Ubisoft's DRM Cracked (For Realz this time)
Published on Sunday, April 25 2010

By now, you've probably heard of Ubisoft's terrible digital rights management software. Unless you've been living under a rock, or just don't do PC gaming. So here's a recap:

Ubisoft added new DRM to their new PC games starting early this year. You have to have an Internet connection in order to play your game. Even if it's a single-player game. Your game has to be talking with Ubisoft's servers constantly. If you somehow lose your connection, it used to be that you were booted out of your game entirely without saving. Now (in Assassin's Creed 2, at least), it saves before booting you.

That being said, it seems Ubisoft's servers have had severe downtime, meaning the people with legal copies of their games can't actually play them. The games have been cracked in some way shape or form since the day they've come out, so the DRM is quite worthless. This has often been accomplished by emulating the DRM servers on a user's PC, artificially feeding the DRM beast. While this worked for a lot of people, the emulator wouldn't work with some localized versions.

Now it seems the DRM has finally been completely circumvented. Released by a group named Skid Row (stylized as SKIDROW at times), this cracked version of Assassin's Creed II completely strips out the DRM from the game. In addition, the group claims their cracked files have been protected from reverse engineering in order to keep other release groups from passing off Skid Row's work as their own and to keep Ubisoft from examining their work.

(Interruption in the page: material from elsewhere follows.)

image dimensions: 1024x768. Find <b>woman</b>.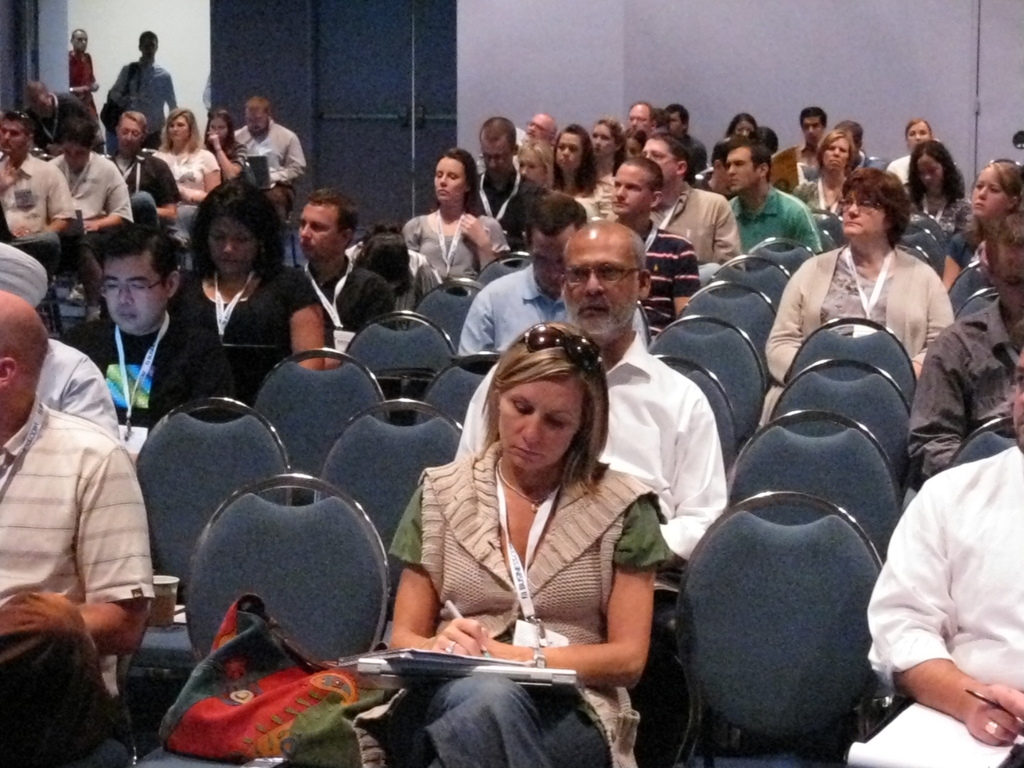
BBox(726, 108, 753, 150).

In the .nfo file for the cracked release, Skid Row tells Ubisoft, "Next time, focus on the game and not on the DRM. It was probably horrible for al legit users. We just make their lifes easier."

I'm still amazed PC games are still being crippled to death with these archaic schemes to punish the people that honestly buy the products. I guess in more than a decade, it still hasn't gotten through to the companies' heads that no matter how good, how full-proof your DRM engineering is, there are better engineers disabling the DRM and fixing your mistakes.

It's things like Ubisoft's always-on DRM that make me not want to buy PC games anymore.